Tar Sands

08/02/18
Author: 
Barry Saxifrage
Where the pollution from Alberta's 12 billion barrels of bitumen has ended up. IPCC data. Background image by NASA/Goddard. Chart by Barry Saxifrage

Lost in the heated arguments over Kinder Morgan's proposed Trans Mountain pipeline is this simple fact: more than a quarter of the bitumen flowing through it will end up as pollution spilling into our oceans — one way or the other.

All the bitumen that doesn't spill from pipelines or tankers gets burned, ending up as carbon pollution dumped into our environment. Over one quarter ends up in the oceans, acidifying them for millennia to come.

08/02/18
Author: 
Claudia Cattaneo

[Editor's Note: It is well known that other indigenous peoples are leading the no pipeline movement and support an oil tanker moratorium on BC's coast.]

A First Nations’ led $17-billion oil pipeline from Alberta to the West Coast has put in motion a back-up plan to site its terminal across the border

February 6, 

20/01/18
Author: 
Kevin Orlnad

Alberta's tailings ponds cover about 97 square miles and hold enough waste to fill more than half a million Olympic-size swimming pools

[Provincial regulators estimate that cleaning up oilsands facilities represents a $27 billion liability, of which the companies have posted only about $1 billion in security. Environmental groups say the cost could be much higher.​]
11/01/18
Author: 
Patrick Bond


From: Patrick Bond <pbond@mail.ngo.za>
Date: January 10, 2018 at 11:46:44 AM PST

28/11/17
Author: 
Michael Nabert

Nov 27, 2017 - Arguably the most important thing to your future that's happened lately is the international effort to confront climate change, but much of the public is unaware and uninterested, and news coverage is puny or nonexistent.

17/11/17
Author: 
Gloria Galloway
Wood Buffalo National Park was created in 1922 to protect one of the last remaining free-roaming northern bison herds in the world.  WOOD BUFFALO NATIONAL PARK

Canada's largest national park – established 95 years ago to protect the last herds of northern bison – is deteriorating and faces significant threats from climate change and industrial development, says an international agency that monitors world heritage sites.

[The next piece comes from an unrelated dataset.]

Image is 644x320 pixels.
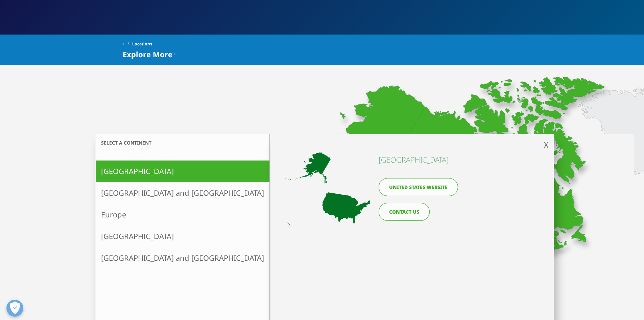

The International Union on the Conservation of Nature (IUCN), which is based in Switzerland and was established in 1948 to encourage conservation and natural diversity, released a World Heritage Outlook report this week that examines the condition of ecologically important sites around the globe.

17/11/17
Author: 
Mike De Souza

Environment and Climate Change Minister Catherine McKenna helped bring more than 25 new governments on board for a Canadian and British push to power past coal on Thursday at international climate change talks.

13/11/17
Author: 
The Canadian Press
An oilsands tailings pond. JEFF MCINTOSH / THE CANADIAN PRESS

EDMONTON — The Canadian government says it lacked the scientific evidence to determine if oilsands tailings ponds were leaking into waterways and hurting fish.

But the government says it continues to work on methods to determine if chemicals associated with bitumen in groundwater are natural, or the result of industry.

The government has provided a response to a call from the environmental arm of NAFTA to explain what Canada is doing to stop oilsands tailings ponds from leaking into Alberta waterways.

29/10/17
Author: 
James Wilt

The Alberta Energy Regulator (AER) has approved a tailings management plan from oilsands giant Suncor, despite the plan relying on “newly patented, unproven technology” that will require decades of monitoring.